Get Your Project on Track with a Speclet

Aaron Cripps
Director of Product

Your team is heads-down implementing a new feature, and you hit a bump in the road. The checkbox, ‘Apply to All’, at the bottom of the form is hard to implement. The team already built all the other form elements on the page with little effort. The way they see it, if they just leave the checkbox out, they’ve implemented 90% of the functionality in half the time. What they don’t know is that this checkbox is a “magic checkbox” which would save the customer filling out the form multiple times.

What Do Your Tools Say About Your Company?

Chris Greacen
CEO

Did you ever hear somebody talk about a tool they loved? Or a tool they hated? Here are some quotes from knowledge workers about when they ran into conflict with the tools they used. Here’s Carlton, a design lead:

‘TDD’ Means Something Different at Lab Zero

Matt Wilson
CTO

Lab Zero uses a unique methodology that has roots in Test-Driven Development (TDD). In Test-Driven Development, you write the automated tests that will be used to test software before you write the code. So, in TDD, your first ‘success’ is to write and run a test that fails. After that, in TDD, you keep writing code until the test passes. Then you repeat until you have a passing test for every requirement. At Lab Zero, we have the same state at the end, but we don’t necessarily write our tests first. Rather, we write the tests as we go, and deliver code with all tests present. At Lab Zero, TDD stands for ‘Test Delivered Development’. This post is a hypothetical argument between a testing Skeptic and a Lab Zero Advocate of Test Delivered Development. We invite you to discuss.

Get Better Signal from User Testing

Chris Greacen
CEO

Delivering value to your customer is your primary goal. You want purpose to motivate your product; you want it to be sustainable and intuitive to use. The way to get it there is by talking to the only people who can assess that value. Those people are your customers.

Ten User Testing Ideas that Really Work

Chris Greacen
CEO

Whether you’re building a swingset in the backyard or coding a blockchain ledger for microtransactions, you’ll soon know the value of tuning into the signals you get from user testing. Sometimes just trying to find the users to talk to teaches you something that you can put into your product. Listening to the voice of your user is such a powerful thing--we think these ten ideas will help you start off on the right foot.

Mount Amazon EFS Drives Inside Docker for Simple Network Storage

Brien Wankel
Principal Engineer

At Lab Zero we ran into a use case a while back where we had some files that needed to be created and shared across Docker containers in the same EC2 Container Service (ECS) cluster. We typically use S3 for solving most types of shared storage situations, but in this case, we needed the storage to be mounted locally on each container instance. Thankfully Amazon Elastic File System (EFS) fit the bill. It provides elastic storage that can be mounted as an NFS drive with just a few simple steps.

Including a Device Tree Overlay in an Elixir Nerves Project

Brien Wankel
Principal Engineer

I’ve been working on a Raspberry Pi 3 and Elixir Nerves project that utilizes an additional piece of hardware attached through an SPI controller. In order to get this hardware recognizable in Raspbian, I had to include an additional device tree overlay with my Nerves firmware. Raspbian uses a device tree to manage resource allocation and module loading.[1] In order to make the kernel aware of our external SPI device, a device tree blob (DTB) that describes the hardware must be provided to the kernel on boot. While the process was pretty straight forward for Raspbian, I was left a little lost when it came to translating that over to a Nerves RPI3 system configuration. This was my first Nerves project, and I found the documentation was a little light in this area. (I have since updated the Nerves Advanced Configuration documentation to include information about device tree overlays.)

Customizing Jira for Agile Teams—The Lab Zero Way

Matt Wilson
CTO

Software projects take effort to manage; that’s indisputable. In order to ensure that we’re spending our time in the most productive way, we make sure that the tools we use to help manage our projects are lightweight and focused on tracking useful information. Our development team usually prefers Pivotal Tracker and our design team likes Trello. No tool is perfect, but these two seem to have the right balance of flexibility and ease-of use while providing visibility into a team’s progress toward a goal. 

Announcing Bootleg: Simple deployment and server automation for Elixir.

Brien Wankel
Principal Engineer

At ElixirConf 2017 we began getting the word out about Bootleg, a project we've been working on for most of this year in-between our normal Lab Zero client work. So what is Bootleg exactly?

Lunch: From Instance to Service

Jeffrey Carl Faden
Software Engineer

Over the past year, we’ve been using my app, Lunch, almost every day to decide from a plethora of downtown SF restaurant choices. I made it as a fun little tool to teach myself new technologies, but it ended up becoming a routine — a sort of mainstay of our company culture.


▶ Exercise description
When you copy the entries, keep every word exactly as it is and drop the images.

....

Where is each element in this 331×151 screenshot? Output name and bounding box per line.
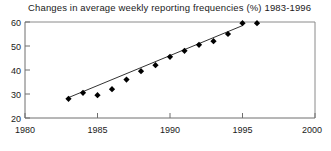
x-tick-label-2000: 2000 (302, 125, 322, 135)
data-point (109, 86, 115, 92)
y-tick-label-50: 50 (11, 42, 21, 52)
trend-line (69, 26, 243, 98)
y-axis-ticks: 60 50 40 30 20 (11, 18, 30, 124)
y-tick-label-20: 20 (11, 114, 21, 124)
data-point (239, 20, 245, 26)
x-tick-label-1980: 1980 (15, 125, 35, 135)
x-tick-label-1985: 1985 (87, 125, 107, 135)
y-tick-label-30: 30 (11, 90, 21, 100)
data-point (94, 92, 100, 98)
x-tick-label-1995: 1995 (232, 125, 252, 135)
y-tick-label-40: 40 (11, 66, 21, 76)
y-tick-label-60: 60 (11, 18, 21, 28)
data-point-markers (65, 20, 260, 102)
axes-frame (25, 22, 315, 118)
data-point (225, 31, 231, 37)
x-tick-label-1990: 1990 (160, 125, 180, 135)
chart-plot-area: 60 50 40 30 20 1980 1985 1990 1995 2000 (0, 0, 331, 151)
x-axis-ticks: 1980 1985 1990 1995 2000 (15, 113, 322, 135)
data-point (254, 20, 260, 26)
chart-screenshot: Changes in average weekly reporting freq… (0, 0, 331, 151)
data-point (123, 77, 129, 83)
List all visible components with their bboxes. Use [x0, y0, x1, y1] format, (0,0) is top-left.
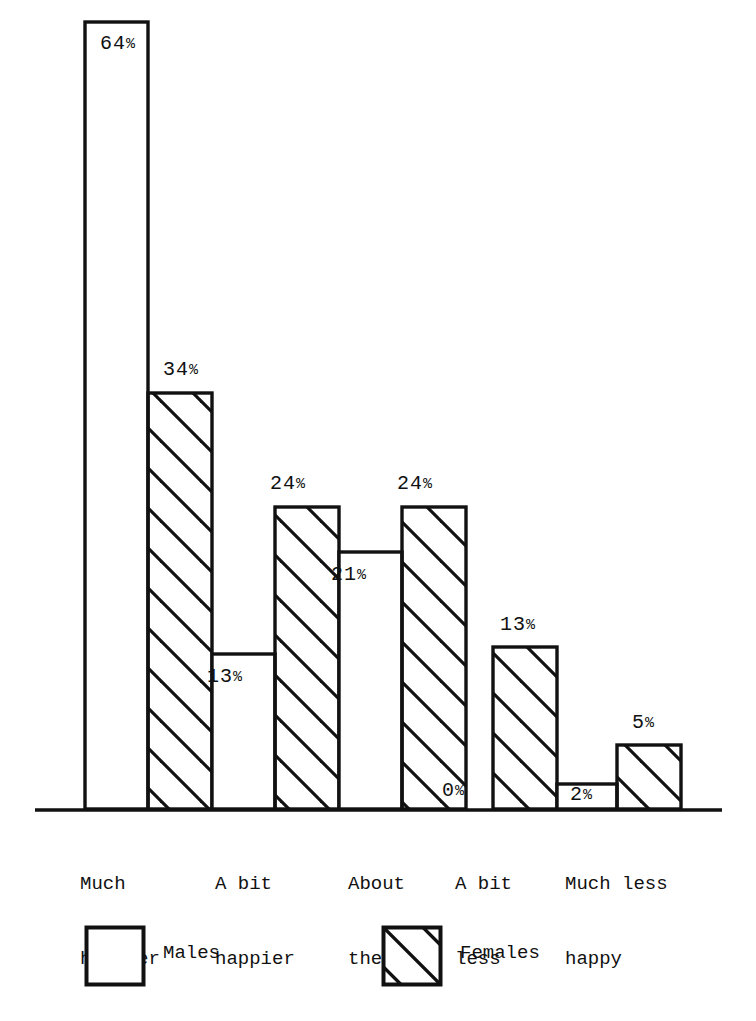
category-line: About [348, 872, 405, 897]
bar-chart-figure: 64% 34% 13% 24% 21% 24% 0% 13% 2% 5% Muc… [0, 0, 756, 1021]
legend-label-females: Females [460, 944, 540, 963]
value-label-males-a-bit-less-happy-now: 0% [442, 781, 464, 801]
value-label-females-much-less-happy-now: 5% [632, 713, 654, 733]
value-label-females-a-bit-less-happy-now: 13% [500, 615, 535, 635]
category-label-a-bit-less-happy-now: A bit less happy now [455, 822, 512, 1021]
category-line: happy [565, 947, 668, 972]
value-label-females-much-happier-now: 34% [163, 360, 198, 380]
bar-males-much-happier-now [85, 22, 148, 809]
category-line: A bit [215, 872, 295, 897]
category-line: A bit [455, 872, 512, 897]
category-line: Much less [565, 872, 668, 897]
legend-swatch-males [84, 925, 146, 987]
legend-label-males: Males [163, 944, 220, 963]
bar-males-about-the-same [339, 552, 402, 809]
category-label-much-less-happy-now: Much less happy now [565, 822, 668, 1021]
value-label-males-about-the-same: 21% [331, 565, 366, 585]
value-label-females-a-bit-happier-now: 24% [270, 474, 305, 494]
category-label-a-bit-happier-now: A bit happier now [215, 822, 295, 1021]
value-label-females-about-the-same: 24% [397, 474, 432, 494]
category-label-much-happier-now: Much happier now [80, 822, 160, 1021]
value-label-males-much-less-happy-now: 2% [570, 785, 592, 805]
legend-swatch-females [381, 925, 443, 987]
category-line: happier [215, 947, 295, 972]
category-line: Much [80, 872, 160, 897]
value-label-males-a-bit-happier-now: 13% [207, 667, 242, 687]
category-label-about-the-same: About the same [348, 822, 405, 1021]
value-label-males-much-happier-now: 64% [100, 34, 135, 54]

....

▶ Answer to this problem
Where is each element in this 331×151 screenshot? Output name and bounding box per line.
x-tick-label-2000: 2000 (302, 125, 322, 135)
data-point (109, 86, 115, 92)
y-tick-label-50: 50 (11, 42, 21, 52)
trend-line (69, 26, 243, 98)
y-axis-ticks: 60 50 40 30 20 (11, 18, 30, 124)
y-tick-label-20: 20 (11, 114, 21, 124)
data-point (239, 20, 245, 26)
x-tick-label-1980: 1980 (15, 125, 35, 135)
x-tick-label-1985: 1985 (87, 125, 107, 135)
y-tick-label-30: 30 (11, 90, 21, 100)
data-point (94, 92, 100, 98)
x-tick-label-1995: 1995 (232, 125, 252, 135)
y-tick-label-40: 40 (11, 66, 21, 76)
y-tick-label-60: 60 (11, 18, 21, 28)
data-point-markers (65, 20, 260, 102)
axes-frame (25, 22, 315, 118)
data-point (225, 31, 231, 37)
x-tick-label-1990: 1990 (160, 125, 180, 135)
chart-plot-area: 60 50 40 30 20 1980 1985 1990 1995 2000 (0, 0, 331, 151)
x-axis-ticks: 1980 1985 1990 1995 2000 (15, 113, 322, 135)
data-point (254, 20, 260, 26)
chart-screenshot: Changes in average weekly reporting freq… (0, 0, 331, 151)
data-point (123, 77, 129, 83)
List all visible components with their bboxes. Use [x0, y0, x1, y1] format, (0,0) is top-left.
category-line: About [348, 872, 405, 897]
bar-chart-figure: 64% 34% 13% 24% 21% 24% 0% 13% 2% 5% Muc… [0, 0, 756, 1021]
legend-label-females: Females [460, 944, 540, 963]
value-label-males-a-bit-less-happy-now: 0% [442, 781, 464, 801]
value-label-females-much-less-happy-now: 5% [632, 713, 654, 733]
value-label-females-a-bit-less-happy-now: 13% [500, 615, 535, 635]
category-label-a-bit-less-happy-now: A bit less happy now [455, 822, 512, 1021]
category-line: happy [565, 947, 668, 972]
value-label-females-much-happier-now: 34% [163, 360, 198, 380]
bar-males-much-happier-now [85, 22, 148, 809]
category-line: A bit [215, 872, 295, 897]
category-line: A bit [455, 872, 512, 897]
category-line: Much less [565, 872, 668, 897]
legend-swatch-males [84, 925, 146, 987]
legend-label-males: Males [163, 944, 220, 963]
bar-males-about-the-same [339, 552, 402, 809]
category-label-much-less-happy-now: Much less happy now [565, 822, 668, 1021]
value-label-males-about-the-same: 21% [331, 565, 366, 585]
value-label-females-a-bit-happier-now: 24% [270, 474, 305, 494]
category-label-a-bit-happier-now: A bit happier now [215, 822, 295, 1021]
value-label-females-about-the-same: 24% [397, 474, 432, 494]
category-label-much-happier-now: Much happier now [80, 822, 160, 1021]
value-label-males-much-less-happy-now: 2% [570, 785, 592, 805]
legend-swatch-females [381, 925, 443, 987]
category-line: happier [215, 947, 295, 972]
category-line: Much [80, 872, 160, 897]
value-label-males-a-bit-happier-now: 13% [207, 667, 242, 687]
category-label-about-the-same: About the same [348, 822, 405, 1021]
value-label-males-much-happier-now: 64% [100, 34, 135, 54]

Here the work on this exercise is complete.